In the fifth and final loop before Rika calls it quits, Satoko wakes her up in bed as usual, but she has a heavy fever and hurts “all over”. Turns out she’s already dead right out of the gate—she just doesn’t know it yet. In this loop, Satoko is the neck-scratcher, and has already killed everyone else. The Oyashiro-sama in her head has told her the priestess-hood must pass from Rika to her.
What awful sin has caused Satoko to be compelled to disembowel a conscious Rika and hack away at her guts with a ceremonial staff? The simple reason that Rika wished and dreamed of leaving Hinamizawa, abandoning Oyashiro-sama and everyone she knows for a sophisticated life elsewhere. There is no greater sin for a priestess than to forsake their deity thus.
But before she dies, Rika expresses her sorrow and guilt and essentially begs for forgiveness, which Satoko is sure Oyashiro-sama will bestow upon her if she’s serious in her contriteness. The younger and older Rikas converse in an idealized Hinamizawa and wonder why their dreams ever strayed from the village. Then, as Satoko embraces her, hopeful that things will be better next time, Rika closes her pinky and snaps.
Satoko wakes Rika up as usual, only this time outside. Rika’s guts are where they belong, inside her body, and the whole gang is in their bathing suits for a day of summer fun in the river. It’s Higurashi’s version of a beach episode, portraying the Sonozaki twins in bikinis and the other girls in school swimsuits.
As the sun goes down, Rika talks to Satoko about a realization she hand about two very long, very different dreams she was having. One dream was painful while she was liviing in it, but looking back knows it was full of “shining wonders”. In her other dream, she never noticed those wonders, and was punished for clinging to an “ungrateful” dream (the one where she leaves town for a fancy school).

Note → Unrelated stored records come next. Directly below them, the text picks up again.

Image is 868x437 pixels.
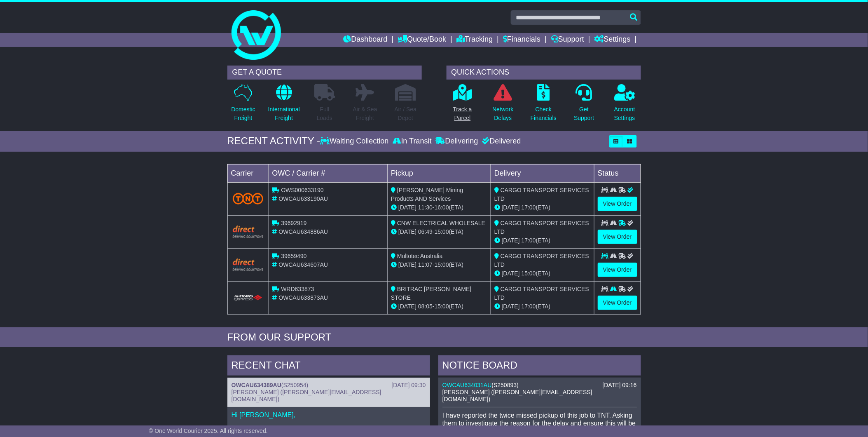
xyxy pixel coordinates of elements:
span: [DATE] [399,303,417,310]
span: CARGO TRANSPORT SERVICES LTD [494,187,589,202]
span: [DATE] [502,270,520,277]
div: Delivered [481,137,521,146]
div: FROM OUR SUPPORT [227,332,641,344]
span: S250893 [494,382,517,389]
div: GET A QUOTE [227,65,422,79]
span: [DATE] [502,204,520,211]
div: (ETA) [494,269,591,278]
div: (ETA) [494,302,591,311]
div: Delivering [434,137,481,146]
p: Get Support [574,105,594,122]
span: [PERSON_NAME] Mining Products AND Services [391,187,463,202]
span: 15:00 [435,303,449,310]
td: Delivery [491,164,594,182]
div: ( ) [442,382,637,389]
div: [DATE] 09:30 [391,382,426,389]
span: [DATE] [502,237,520,244]
div: (ETA) [494,236,591,245]
a: Track aParcel [453,84,473,127]
span: 11:30 [418,204,433,211]
span: 16:00 [435,204,449,211]
span: © One World Courier 2025. All rights reserved. [149,427,268,434]
span: OWCAU633873AU [279,295,328,301]
span: 06:49 [418,229,433,235]
span: CARGO TRANSPORT SERVICES LTD [494,220,589,235]
span: 17:00 [522,204,536,211]
td: Pickup [388,164,491,182]
div: In Transit [391,137,434,146]
p: Track a Parcel [453,105,472,122]
span: S250954 [284,382,307,389]
a: CheckFinancials [530,84,557,127]
span: 17:00 [522,237,536,244]
span: 11:07 [418,261,433,268]
p: Air / Sea Depot [395,105,417,122]
div: NOTICE BOARD [439,355,641,378]
span: 15:00 [435,229,449,235]
span: [DATE] [399,229,417,235]
span: OWCAU633190AU [279,195,328,202]
span: BRITRAC [PERSON_NAME] STORE [391,286,471,301]
span: 15:00 [435,261,449,268]
span: OWCAU634607AU [279,261,328,268]
img: HiTrans.png [233,295,264,302]
a: OWCAU634031AU [442,382,492,389]
p: International Freight [269,105,300,122]
p: Network Delays [493,105,513,122]
a: Quote/Book [397,33,446,47]
span: [DATE] [502,303,520,310]
div: QUICK ACTIONS [447,65,641,79]
div: [DATE] 09:16 [602,382,637,389]
span: 17:00 [522,303,536,310]
span: [DATE] [399,261,417,268]
span: CARGO TRANSPORT SERVICES LTD [494,253,589,268]
a: Settings [594,33,631,47]
div: - (ETA) [391,228,487,236]
a: View Order [598,262,637,277]
p: Account Settings [614,105,636,122]
span: CNW ELECTRICAL WHOLESALE [397,220,485,226]
div: - (ETA) [391,302,487,311]
span: CARGO TRANSPORT SERVICES LTD [494,286,589,301]
td: Carrier [227,164,269,182]
a: Financials [503,33,540,47]
span: [DATE] [399,204,417,211]
div: RECENT ACTIVITY - [227,135,321,147]
p: Air & Sea Freight [353,105,378,122]
a: AccountSettings [614,84,636,127]
div: (ETA) [494,203,591,212]
p: Check Financials [531,105,557,122]
span: 39659490 [281,253,307,259]
div: RECENT CHAT [227,355,430,378]
a: GetSupport [574,84,594,127]
span: 08:05 [418,303,433,310]
img: Direct.png [233,225,264,238]
td: OWC / Carrier # [269,164,388,182]
td: Status [594,164,641,182]
img: TNT_Domestic.png [233,193,264,204]
span: Multotec Australia [397,253,443,259]
span: 15:00 [522,270,536,277]
span: 39692919 [281,220,307,226]
a: View Order [598,197,637,211]
span: [PERSON_NAME] ([PERSON_NAME][EMAIL_ADDRESS][DOMAIN_NAME]) [442,389,593,402]
p: Full Loads [315,105,335,122]
a: DomesticFreight [231,84,256,127]
a: View Order [598,296,637,310]
div: ( ) [231,382,426,389]
div: Waiting Collection [320,137,391,146]
a: InternationalFreight [268,84,301,127]
div: - (ETA) [391,261,487,269]
span: [PERSON_NAME] ([PERSON_NAME][EMAIL_ADDRESS][DOMAIN_NAME]) [231,389,382,402]
a: Support [551,33,584,47]
a: Dashboard [344,33,388,47]
a: View Order [598,230,637,244]
div: - (ETA) [391,203,487,212]
span: WRD633873 [281,286,314,292]
a: Tracking [457,33,493,47]
p: Domestic Freight [231,105,255,122]
span: OWS000633190 [281,187,324,193]
span: OWCAU634886AU [279,229,328,235]
a: NetworkDelays [492,84,514,127]
a: OWCAU634389AU [231,382,281,389]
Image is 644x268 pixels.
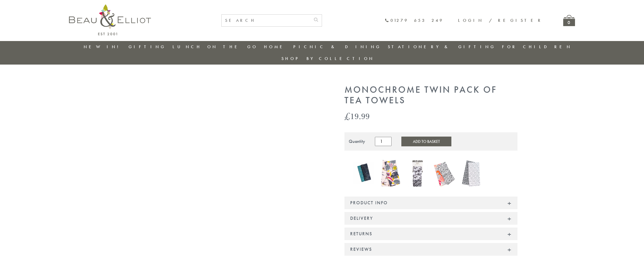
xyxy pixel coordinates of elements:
a: Home [264,44,287,49]
a: Gifting [128,44,166,49]
a: Login / Register [458,17,543,23]
input: SEARCH [222,15,310,27]
input: Product quantity [375,137,391,146]
h1: Monochrome Twin Pack of Tea Towels [344,85,517,106]
a: 01279 653 249 [384,18,444,23]
a: Lunch On The Go [172,44,257,49]
a: For Children [502,44,572,49]
button: Add to Basket [401,137,451,147]
img: Guatemala Twin Pack of Tea Towels [380,159,401,187]
a: New in! [83,44,122,49]
a: Botanicals Set of 2 tea towels [353,163,374,185]
bdi: 19.99 [344,110,370,122]
div: Delivery [344,212,517,225]
a: Vibe Cotton Twin Pack of Tea Towels [461,159,482,188]
a: 0 [563,15,575,26]
a: Shop by collection [281,56,374,61]
img: Tribal Fusion Twin Pack of Tea Towels [434,159,455,187]
span: £ [344,110,350,122]
div: Quantity [349,139,365,144]
a: Stationery & Gifting [388,44,495,49]
div: Returns [344,228,517,240]
img: Vibe Cotton Twin Pack of Tea Towels [461,159,482,187]
img: Botanicals Set of 2 tea towels [353,163,374,184]
div: Product Info [344,197,517,209]
a: Picnic & Dining [293,44,381,49]
a: Guatemala Twin Pack of Tea Towels [380,159,401,188]
div: Reviews [344,243,517,256]
img: Madagascar Twin Pack of Tea Towels [407,159,428,187]
a: Tribal Fusion Twin Pack of Tea Towels [434,159,455,188]
img: logo [69,4,151,35]
a: Madagascar Twin Pack of Tea Towels [407,159,428,188]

Rika concludes by saying she loves Hinamizawa, and everyone in it, and Satoko, almost serving as a proxy to Oyashiro-sama, embraces her once more, glad to have heard Rika speak such words. With Rika no longer dreaming of being anywhere else, her curse is seemingly lifted. No one gets the neck itch, nobody kills or dies, and everyone watches her perform the Watanagashi dance.
Then Rika spots Tomitake wandering into the woods and she stops him to say something about her and Takano, only for Takano to emerge from the trees. She wants to talk to Rika too. I wonder what about, and if and how this latest loop, so ideal and peaceful so far, will suddenly go sideways.